What happens, though, when one discounts or fails to access the body and its sensations? The second iteration of “Rain Cog” answers this question in the form of a cautionary tale:
One who could not smell came up to the other’s apartment (threw pebbles at the window) after the other had masturbated. The other not having washed her hands brought on a beer. One was intimate with the other’s smell and wanted to be intimate with the other and was and did not know it. That old factory. (25)
The “one” character desires and wants “to be intimate with the other” character. But due to one’s lack of smell (i.e. one’s failed olfactory (i.e. “old factory”) sense), one does not smell the juice of the other’s nervous device and the sexual desire it attempts to communicate. Thus, one does not take action. Yes, if one wants that “swanky love” (16), one must voice the body’s eon-noise bound up in the “not-word” (57) and feel.

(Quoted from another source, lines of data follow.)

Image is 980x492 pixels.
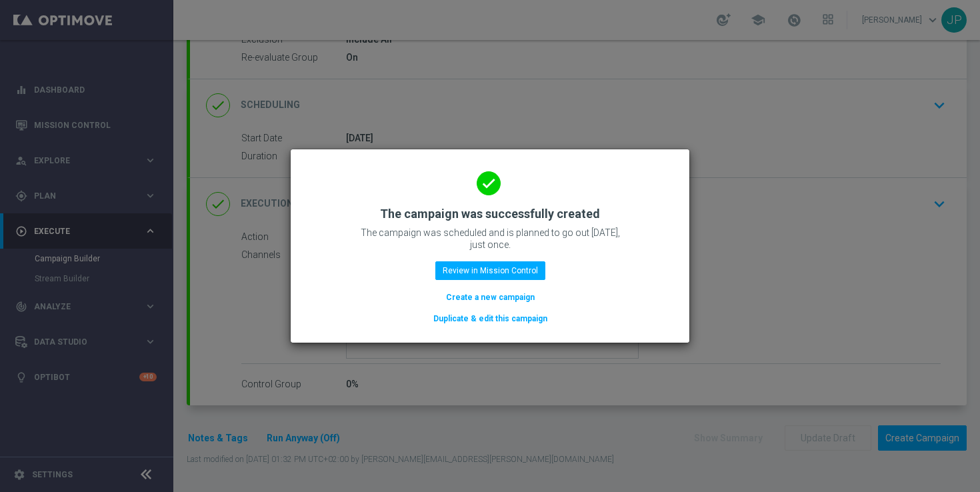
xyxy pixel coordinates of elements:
[357,227,623,250] p: The campaign was scheduled and is planned to go out [DATE], just once.
[435,261,546,280] button: Review in Mission Control
[432,311,549,326] button: Duplicate & edit this campaign
[380,206,600,222] h2: The campaign was successfully created
[477,171,501,195] i: done
[445,290,536,304] button: Create a new campaign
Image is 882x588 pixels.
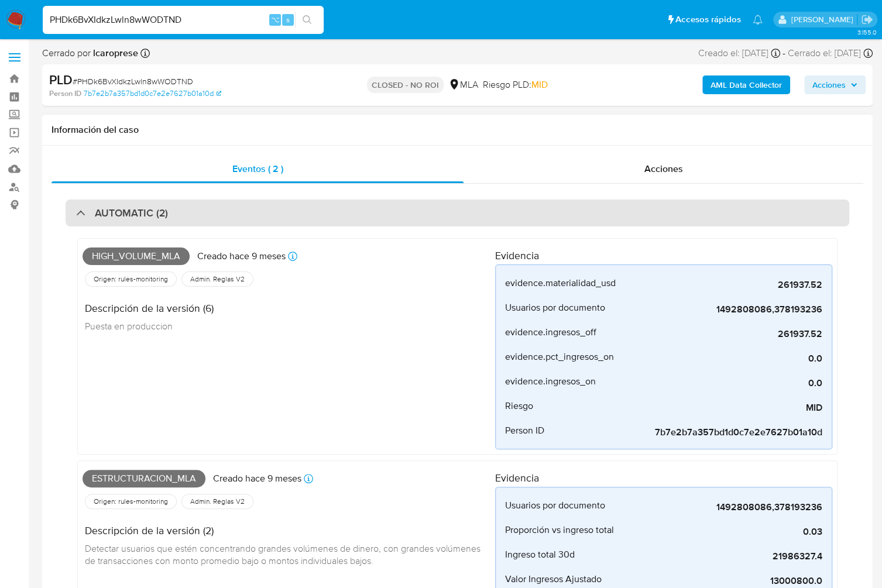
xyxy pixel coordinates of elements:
[505,375,596,388] span: evidence.ingresos_on
[804,75,866,94] button: Acciones
[647,402,822,414] span: MID
[72,75,193,87] span: # PHDk6BvXIdkzLwln8wWODTND
[83,248,190,265] span: High_volume_mla
[286,14,290,25] span: s
[43,12,324,28] input: Buscar usuario o caso...
[189,274,246,284] span: Admin. Reglas V2
[49,88,81,99] b: Person ID
[449,79,478,91] div: MLA
[647,551,822,562] span: 21986327.4
[495,249,833,262] h4: Evidencia
[505,302,605,314] span: Usuarios por documento
[676,13,741,26] span: Accesos rápidos
[532,78,548,91] span: MID
[85,542,483,568] span: Detectar usuarios que estén concentrando grandes volúmenes de dinero, con grandes volúmenes de tr...
[66,200,849,226] div: AUTOMATIC (2)
[753,14,763,24] a: Notificaciones
[213,472,301,485] p: Creado hace 9 meses
[788,47,873,60] div: Cerrado el: [DATE]
[647,427,822,438] span: 7b7e2b7a357bd1d0c7e2e7627b01a10d
[505,500,605,512] span: Usuarios por documento
[84,88,222,99] a: 7b7e2b7a357bd1d0c7e2e7627b01a10d
[647,280,822,291] span: 261937.52
[198,250,285,263] p: Creado hace 9 meses
[483,79,548,91] span: Riesgo PLD:
[270,14,280,25] span: ⌥
[85,302,214,315] h4: Descripción de la versión (6)
[505,525,614,536] span: Proporción vs ingreso total
[647,353,822,365] span: 0.0
[702,75,790,94] button: AML Data Collector
[647,576,822,587] span: 13000800.0
[95,206,168,220] h3: AUTOMATIC (2)
[49,70,72,89] b: PLD
[495,472,833,484] h4: Evidencia
[861,13,873,26] a: Salir
[647,304,822,315] span: 1492808086,378193236
[295,12,319,28] button: search-icon
[710,75,782,94] b: AML Data Collector
[647,329,822,340] span: 261937.52
[647,501,822,513] span: 1492808086,378193236
[812,75,846,94] span: Acciones
[367,77,444,93] p: CLOSED - NO ROI
[85,525,486,537] h4: Descripción de la versión (2)
[505,400,534,412] span: Riesgo
[647,526,822,538] span: 0.03
[505,574,602,585] span: Valor Ingresos Ajustado
[698,47,780,60] div: Creado el: [DATE]
[91,46,138,60] b: lcaroprese
[783,47,786,60] span: -
[647,377,822,390] span: 0.0
[93,274,169,284] span: Origen: rules-monitoring
[52,124,863,136] h1: Información del caso
[505,278,616,289] span: evidence.materialidad_usd
[791,14,857,25] p: jessica.fukman@mercadolibre.com
[85,320,173,332] span: Puesta en produccion
[505,425,544,436] span: Person ID
[505,351,614,363] span: evidence.pct_ingresos_on
[232,162,283,176] span: Eventos ( 2 )
[189,497,246,507] span: Admin. Reglas V2
[83,470,206,488] span: Estructuracion_mla
[505,327,597,339] span: evidence.ingresos_off
[42,47,138,60] span: Cerrado por
[93,497,169,507] span: Origen: rules-monitoring
[505,549,575,560] span: Ingreso total 30d
[644,162,683,176] span: Acciones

I am doing a paper on the bounding line for the World Congress of Philosophy and would like to cite Catherine Wagner. One question I have is why she used "Nervous Device," which means nothing to me, instead of "Bounding Line," the working title. The other question is for the creative and scholarly community as a whole. Should I challenge them and talk about Catherine's vagina, maybe getting my paper rejected, or should I try to come in below the radar? I am so old now that I have no concerns for my career.
ReplyDeleteYeah I should have called it Bounding Line. I hope the paper went well.